Many mocked Boris Johnson’s “Global Britain” slogan and told us that Britain could not hope to establish a global role on its own. I think we can be confident that this judgment is now comprehensively disproven. It is in fact on foreign policy that Britain has most successfully marked out a different route after Brexit, one set out in last month’s refreshed Integrated Review of foreign policy – a rare intellectually coherent document coming out of government, thanks principally to the role of the excellent Professor John Bew in writing it.

To take just two examples. For the first time, we are able to balance our security against our economic interests with China, with a tougher (if not perhaps tough enough) policy as a result, freeing ourselves from the EU’s lowest common denominator trade-dominated approach. Indeed, joining CPTPP gives us a seat at the table on China’s own request to join.

Similarly, Boris Johnson saw what was at stake on Ukraine and in many ways led the global response to the Russian invasion. Who can really believe that not just our, but the European, Ukraine policy would have been more effective if Britain had had to spend all its time bogged down in meetings in Brussels seeking to persuade France and Germany to act differently?

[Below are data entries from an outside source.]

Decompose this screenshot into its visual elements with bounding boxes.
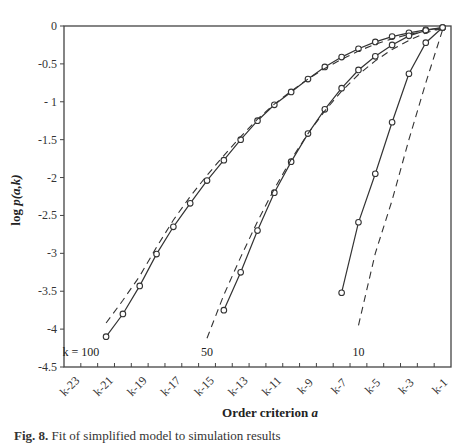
- data-point: [356, 219, 362, 225]
- data-point: [406, 71, 412, 77]
- x-tick-label: k-15: [191, 373, 216, 398]
- series-5: [359, 30, 443, 326]
- x-tick-label: k-11: [259, 374, 284, 399]
- data-point: [187, 201, 193, 207]
- y-tick-label: -0.5: [38, 57, 57, 71]
- x-axis-title: Order criterion a: [222, 405, 318, 420]
- x-tick-label: k-23: [57, 373, 82, 398]
- x-tick-label: k-9: [295, 376, 316, 397]
- data-point: [372, 54, 378, 60]
- data-point: [423, 40, 429, 46]
- series-annotation: 50: [201, 345, 213, 359]
- model-curve: [106, 28, 443, 323]
- data-point: [372, 171, 378, 177]
- data-point: [389, 42, 395, 48]
- annotation-layer: k = 1005010: [62, 345, 364, 359]
- x-tick-label: k-17: [158, 373, 183, 398]
- data-point: [339, 85, 345, 91]
- data-point: [339, 290, 345, 296]
- simulation-line: [106, 28, 443, 337]
- series-1: [106, 28, 443, 323]
- data-point: [255, 228, 261, 234]
- data-point: [389, 119, 395, 125]
- x-tick-label: k-21: [91, 373, 116, 398]
- y-tick-label: -2: [47, 171, 57, 185]
- series-0: [103, 25, 445, 340]
- y-tick-label: -4: [47, 322, 57, 336]
- data-point: [238, 137, 244, 143]
- series-4: [339, 25, 446, 296]
- data-point: [120, 311, 126, 317]
- series-layer: [103, 25, 445, 340]
- data-point: [238, 269, 244, 275]
- y-tick-label: - 1: [44, 95, 57, 109]
- y-axis-title: log p(a,k): [8, 174, 23, 225]
- caption-text: Fit of simplified model to simulation re…: [52, 428, 281, 443]
- simulation-line: [224, 28, 443, 311]
- data-point: [137, 283, 143, 289]
- data-point: [440, 25, 446, 31]
- y-tick-label: -3: [47, 246, 57, 260]
- data-point: [103, 334, 109, 340]
- data-point: [406, 33, 412, 39]
- data-point: [154, 251, 160, 257]
- x-tick-label: k-7: [328, 376, 349, 397]
- y-tick-label: 0: [51, 19, 57, 33]
- y-tick-label: -2.5: [38, 208, 57, 222]
- series-annotation: k = 100: [62, 345, 99, 359]
- data-point: [221, 157, 227, 163]
- x-tick-label: k-3: [395, 376, 416, 397]
- x-tick-label: k-5: [362, 376, 383, 397]
- y-tick-label: -4.5: [38, 360, 57, 374]
- x-tick-label: k-1: [429, 376, 450, 397]
- data-point: [356, 67, 362, 73]
- model-curve: [359, 30, 443, 326]
- caption-label: Fig. 8.: [14, 428, 48, 443]
- data-point: [221, 307, 227, 313]
- data-point: [339, 54, 345, 60]
- data-point: [171, 224, 177, 230]
- data-point: [204, 178, 210, 184]
- figure-caption: Fig. 8. Fit of simplified model to simul…: [14, 428, 281, 444]
- y-tick-label: -1.5: [38, 133, 57, 147]
- x-tick-label: k-13: [225, 373, 250, 398]
- y-tick-label: -3.5: [38, 284, 57, 298]
- x-tick-label: k-19: [124, 373, 149, 398]
- series-annotation: 10: [352, 345, 364, 359]
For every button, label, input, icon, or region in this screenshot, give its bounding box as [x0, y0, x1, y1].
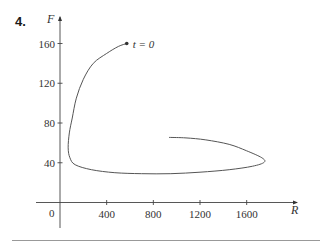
start-point-label: t = 0 — [133, 38, 155, 50]
y-tick-label: 160 — [39, 38, 56, 50]
figure: 4. 40080012001600 4080120160 0 R F t = 0 — [0, 0, 320, 242]
y-tick-label: 40 — [44, 157, 56, 169]
problem-number: 4. — [15, 14, 26, 29]
x-tick-label: 800 — [145, 208, 162, 220]
y-tick-label: 80 — [44, 117, 56, 129]
start-point-marker — [125, 42, 129, 46]
parametric-curve — [68, 44, 265, 174]
y-ticks: 4080120160 — [39, 38, 63, 169]
x-tick-label: 400 — [98, 208, 115, 220]
phase-plot: 40080012001600 4080120160 0 R F t = 0 — [0, 0, 320, 242]
x-tick-label: 1600 — [236, 208, 259, 220]
origin-label: 0 — [49, 207, 55, 219]
x-tick-label: 1200 — [189, 208, 212, 220]
y-axis-label: F — [46, 12, 55, 26]
y-tick-label: 120 — [39, 77, 56, 89]
x-axis-label: R — [290, 203, 299, 217]
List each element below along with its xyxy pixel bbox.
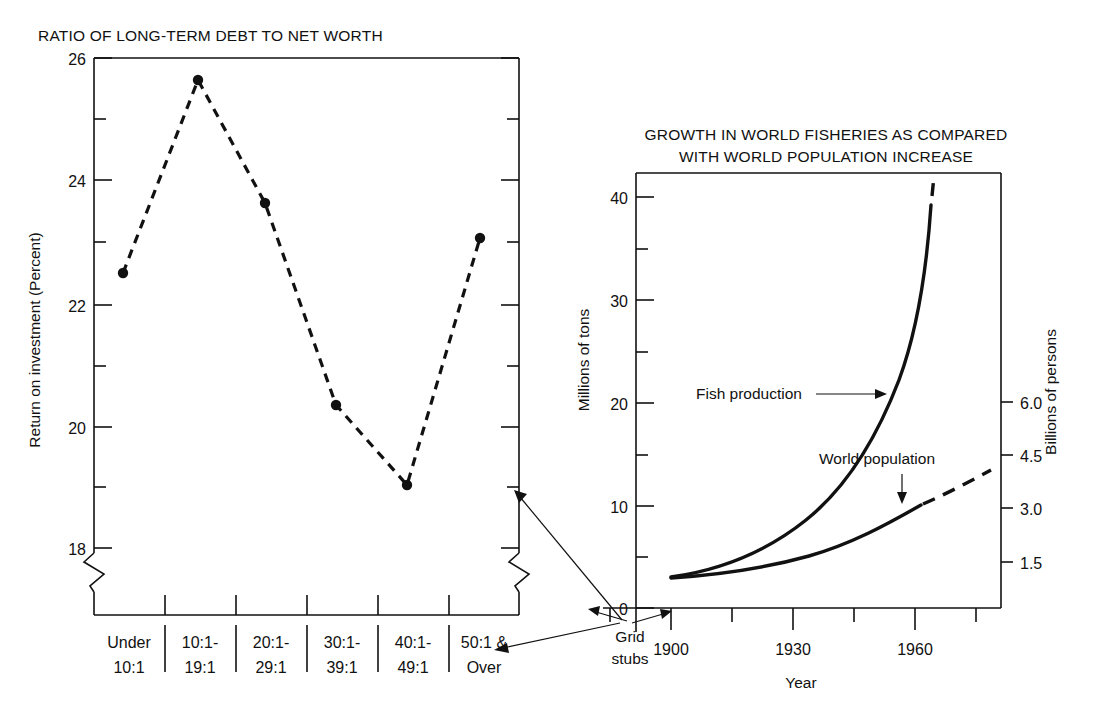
right-xtick-1960: 1960	[897, 641, 933, 658]
grid-stubs-arrow-1	[514, 490, 622, 620]
left-ytick-18: 18	[68, 541, 86, 558]
left-y-ticks	[94, 58, 519, 548]
left-cat-2-line2: 29:1	[255, 659, 286, 676]
left-series-markers	[118, 75, 485, 490]
grid-stubs-annotation: Grid stubs	[470, 480, 790, 680]
right-ytick-right-4.5: 4.5	[1020, 448, 1042, 465]
left-y-axis-label: Return on investment (Percent)	[26, 232, 43, 447]
figure-canvas: RATIO OF LONG-TERM DEBT TO NET WORTH Ret…	[0, 0, 1111, 715]
right-chart-title: GROWTH IN WORLD FISHERIES AS COMPARED WI…	[645, 126, 1008, 165]
grid-stubs-label-line2: stubs	[611, 650, 648, 667]
grid-stubs-arrow-4	[632, 609, 672, 623]
right-y-tick-labels-right: 1.5 3.0 4.5 6.0	[1020, 395, 1042, 572]
left-cat-3-line2: 39:1	[326, 659, 357, 676]
grid-stubs-arrow-2	[494, 623, 620, 653]
data-point	[402, 480, 412, 490]
right-ytick-right-3.0: 3.0	[1020, 501, 1042, 518]
left-ytick-22: 22	[68, 298, 86, 315]
left-series-line	[123, 80, 480, 485]
left-ytick-26: 26	[68, 51, 86, 68]
grid-stubs-arrow-3	[588, 606, 627, 621]
left-cat-0-line1: Under	[107, 634, 151, 651]
left-x-category-stubs	[165, 595, 449, 615]
series-fish-production-projection	[932, 176, 934, 196]
right-y-axis-label-right: Billions of persons	[1042, 329, 1059, 455]
grid-stubs-label-line1: Grid	[615, 628, 644, 645]
left-cat-4-line1: 40:1-	[395, 634, 431, 651]
data-point	[118, 268, 128, 278]
left-cat-1-line1: 10:1-	[182, 634, 218, 651]
series-world-population-projection	[923, 470, 991, 504]
right-chart-title-line1: GROWTH IN WORLD FISHERIES AS COMPARED	[645, 126, 1008, 143]
annotation-world-population-label: World population	[819, 450, 935, 467]
right-y-ticks-right	[1001, 402, 1013, 562]
left-plot-frame	[84, 58, 529, 615]
right-ytick-left-20: 20	[610, 396, 628, 413]
annotation-world-population-arrow	[897, 474, 907, 504]
left-cat-4-line2: 49:1	[397, 659, 428, 676]
left-cat-2-line1: 20:1-	[253, 634, 289, 651]
right-ytick-right-1.5: 1.5	[1020, 555, 1042, 572]
left-chart-title: RATIO OF LONG-TERM DEBT TO NET WORTH	[38, 27, 383, 44]
annotation-fish-production-arrow	[816, 389, 887, 399]
right-ytick-left-40: 40	[610, 190, 628, 207]
right-y-axis-label-left: Millions of tons	[575, 308, 592, 411]
left-ytick-20: 20	[68, 420, 86, 437]
left-ytick-24: 24	[68, 173, 86, 190]
right-x-axis-label: Year	[785, 674, 816, 691]
data-point	[260, 198, 270, 208]
right-ytick-left-30: 30	[610, 293, 628, 310]
left-cat-0-line2: 10:1	[113, 659, 144, 676]
left-cat-3-line1: 30:1-	[324, 634, 360, 651]
data-point	[475, 233, 485, 243]
data-point	[331, 400, 341, 410]
annotation-fish-production-label: Fish production	[696, 385, 802, 402]
left-cat-1-line2: 19:1	[184, 659, 215, 676]
right-ytick-right-6.0: 6.0	[1020, 395, 1042, 412]
data-point	[193, 75, 203, 85]
left-y-tick-labels: 26 24 22 20 18	[68, 51, 86, 558]
right-chart-title-line2: WITH WORLD POPULATION INCREASE	[679, 148, 973, 165]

Unfortunately not everything is right yet. The instincts of our foreign policy establishment to compromise and to spend time in process rather than action remain strong. The Integrated Review is clear that we are in an age of great power competition, but we have not entirely shaken off naïveté about what that means.

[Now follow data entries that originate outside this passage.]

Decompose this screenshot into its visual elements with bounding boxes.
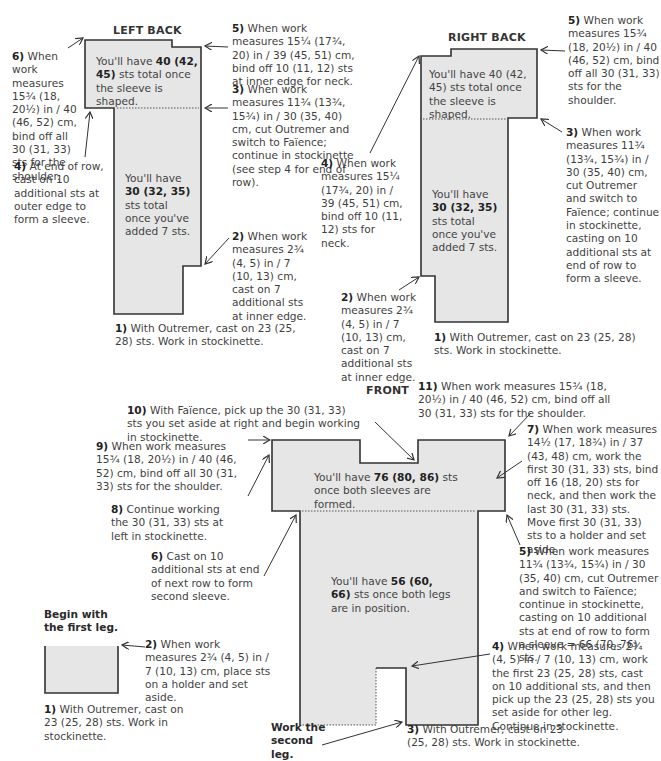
right-back-inner-bottom: You'll have 30 (32, 35) sts total once y… [432,188,502,254]
front-inner-bottom: You'll have 56 (60, 66) sts once both le… [331,575,451,615]
left-back-step-2: 2) When work measures 2¾ (4, 5) in / 7 (… [232,230,312,323]
first-leg-shape [45,646,118,693]
left-back-inner-top: You'll have 40 (42, 45) sts total once t… [96,55,200,108]
left-back-inner-bottom: You'll have 30 (32, 35) sts total once y… [125,172,195,238]
front-title: FRONT [366,384,409,397]
right-back-inner-top: You'll have 40 (42, 45) sts total once t… [429,68,535,121]
front-step-8: 8) Continue working the 30 (31, 33) sts … [111,503,231,543]
left-back-step-1: 1) With Outremer, cast on 23 (25, 28) st… [115,322,315,349]
front-step-6: 6) Cast on 10 additional sts at end of n… [151,550,269,603]
left-back-step-5: 5) When work measures 15¼ (17¾, 20) in /… [232,22,357,88]
right-back-step-3: 3) When work measures 11¾ (13¾, 15¾) in … [566,126,660,286]
left-back-title: LEFT BACK [113,24,182,37]
first-leg-step-2: 2) When work measures 2¾ (4, 5) in / 7 (… [145,638,275,704]
first-leg-step-1: 1) With Outremer, cast on 23 (25, 28) st… [44,703,194,743]
begin-first-leg-label: Begin with the first leg. [44,608,124,635]
right-back-step-1: 1) With Outremer, cast on 23 (25, 28) st… [434,331,654,358]
right-back-title: RIGHT BACK [448,31,526,44]
front-inner-top: You'll have 76 (80, 86) sts once both sl… [314,471,474,511]
front-step-4: 4) When work measures 2¾ (4, 5) in / 7 (… [492,640,657,733]
front-step-9: 9) When work measures 15¾ (18, 20½) in /… [96,440,246,493]
front-step-11: 11) When work measures 15¾ (18, 20½) in … [418,380,623,420]
right-back-step-4: 4) When work measures 15¼ (17¾, 20) in /… [321,157,403,250]
right-back-step-2: 2) When work measures 2¾ (4, 5) in / 7 (… [341,291,423,384]
left-back-step-4: 4) At end of row, cast on 10 additional … [14,160,104,226]
second-leg-label: Work the second leg. [271,721,331,761]
front-step-7: 7) When work measures 14½ (17, 18¾) in /… [527,423,660,556]
front-step-3: 3) With Outremer, cast on 23 (25, 28) st… [407,723,582,750]
front-step-10: 10) With Faïence, pick up the 30 (31, 33… [127,404,362,444]
right-back-step-5: 5) When work measures 15¾ (18, 20½) in /… [568,14,660,107]
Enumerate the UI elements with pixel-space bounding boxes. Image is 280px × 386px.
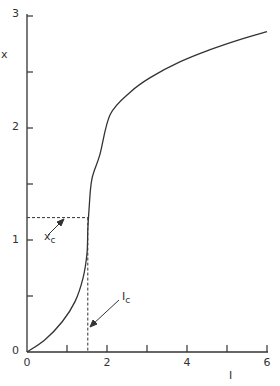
y-tick-label-2: 2 <box>5 121 19 132</box>
x-tick-label-4: 4 <box>179 357 195 368</box>
chart-plot-area <box>0 0 280 386</box>
x-tick-label-2: 2 <box>99 357 115 368</box>
y-tick-label-3: 3 <box>5 8 19 19</box>
y-axis-title: x <box>1 49 8 60</box>
x-axis-title: I <box>229 370 232 381</box>
ic-annotation: Ic <box>122 291 130 305</box>
data-curve <box>27 32 267 352</box>
xc-annotation-sub: c <box>51 235 56 245</box>
x-tick-label-6: 6 <box>259 357 275 368</box>
ic-arrow <box>92 300 119 325</box>
y-tick-label-1: 1 <box>5 234 19 245</box>
ic-annotation-sub: c <box>125 295 130 305</box>
x-tick-label-0: 0 <box>19 357 35 368</box>
xc-annotation: xc <box>44 231 55 245</box>
y-tick-label-0: 0 <box>5 345 19 356</box>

We are too deferential to international institutions, rather than seeing them for what they are: arenas for competition among the great powers. We still tend to believe that the international rules-based system is self-sustaining rather than dependent on American and Western power – which is why it is so disappointing that we have downgraded our defence spending “aspiration” to just 2.5 per cent of GDP.

And that matters. In the end a successful foreign policy ultimately depends upon economic success. Without that, we can’t sustain defence spending, and the way we do things is less influential with others. That’s why the achievements since 2019 are so impressive – but also potentially fragile.

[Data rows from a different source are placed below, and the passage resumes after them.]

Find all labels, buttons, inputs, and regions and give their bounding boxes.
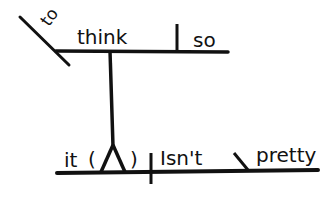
stem-line bbox=[110, 51, 113, 146]
paren-right: ) bbox=[130, 149, 138, 169]
bottom-baseline bbox=[57, 170, 318, 173]
word-pretty: pretty bbox=[256, 145, 316, 165]
fork-right-line bbox=[113, 145, 125, 172]
word-it: it bbox=[64, 150, 77, 170]
fork-left-line bbox=[101, 145, 113, 172]
word-isnt: Isn't bbox=[160, 148, 202, 168]
word-so: so bbox=[193, 30, 216, 50]
word-think: think bbox=[77, 27, 127, 47]
complement-slant-line bbox=[234, 153, 248, 170]
sentence-diagram: to think so it ( ) Isn't pretty bbox=[0, 0, 336, 199]
paren-left: ( bbox=[88, 149, 96, 169]
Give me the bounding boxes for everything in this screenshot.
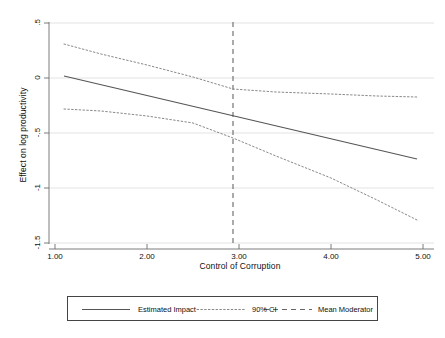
x-tick-label-3: 4.00 [311,252,351,261]
x-tick-label-1: 2.00 [127,252,167,261]
y-tick-label-3: -1 [33,175,42,201]
ci-upper-line [64,44,417,97]
plot-canvas [0,0,445,338]
gridlines [49,23,434,243]
x-axis-title: Control of Corruption [150,261,330,271]
y-tick-label-2: -.5 [33,120,42,146]
estimated-impact-line [64,76,417,159]
legend: Estimated Impact 90% CI Mean Moderator [67,296,378,321]
y-axis-title: Effect on log productivity [18,75,28,195]
y-axis [44,22,49,244]
y-tick-label-0: .5 [33,10,42,36]
legend-label-90-ci: 90% CI [252,305,277,314]
x-axis [49,244,434,249]
y-tick-label-1: 0 [33,65,42,91]
x-tick-label-0: 1.00 [35,252,75,261]
ci-lower-line [64,109,417,220]
legend-label-mean-moderator: Mean Moderator [318,305,373,314]
chart-figure: .5 0 -.5 -1 -1.5 1.00 2.00 3.00 4.00 5.0… [0,0,445,338]
x-tick-label-2: 3.00 [219,252,259,261]
legend-label-estimated-impact: Estimated Impact [138,305,196,314]
x-tick-label-4: 5.00 [403,252,443,261]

Britain was at its most effective in foreign policy in the 1980s, when we were on the way up again economically, and again under Tony Blair, when we were growing faster than the rest of the EU. In both cases – whatever one thinks about the Iraq policy – it is hard to argue that Britain was not taken seriously as an international player.

So to sustain this foreign policy renaissance, it is crucial to bring back economic growth. It isn’t enough to run the country in a pragmatic, safe, unchallenging way, and to bask in the approval of the Davos and the Financial Times classes for doing so. Growth means reform, tough decisions, and change.

We aren’t yet seeing that. I worry about legislation on renting that will gum up the market still further. I worry about the persistent question mark over the plans in the Retained EU Law Bill to reform the laws inherited from the EU. Indeed, I predict that we will soon be told that this Bill needs amending to take account of the so-called Windsor Framework: this must not be a smokescreen for slowing the reforms or for dropping the 2023 deadline.

And I worry about our arbitrary, politically determined, and economically nonsensical net zero policy. Although yesterday’s announcements show some limited evidence of recognising the real requirements of energy security, there is no fundamental change of approach, and they include horrors like Soviet-style diktats on exactly what goods can be produced and sold by car manufacturers or boiler producers.

There are also proposals to develop so-called CBAMS, “carbon border adjustment measures”. Such new tariffs will not help growth. Moreover, it’s easy to see how the plans to discuss them with the EU could lead us into coordinating customs and tariff policy more broadly, perhaps with Northern Ireland as an excuse, and restricting us in conducting our own trade policy once again.

A crash into reality one day soon over net zero sadly seems unavoidable. But in other areas there is still room to get onto a better path by the election by pushing on with tax and regulatory reform. If we want to be strong, we’ve got to get rich again. It’s as simple as that.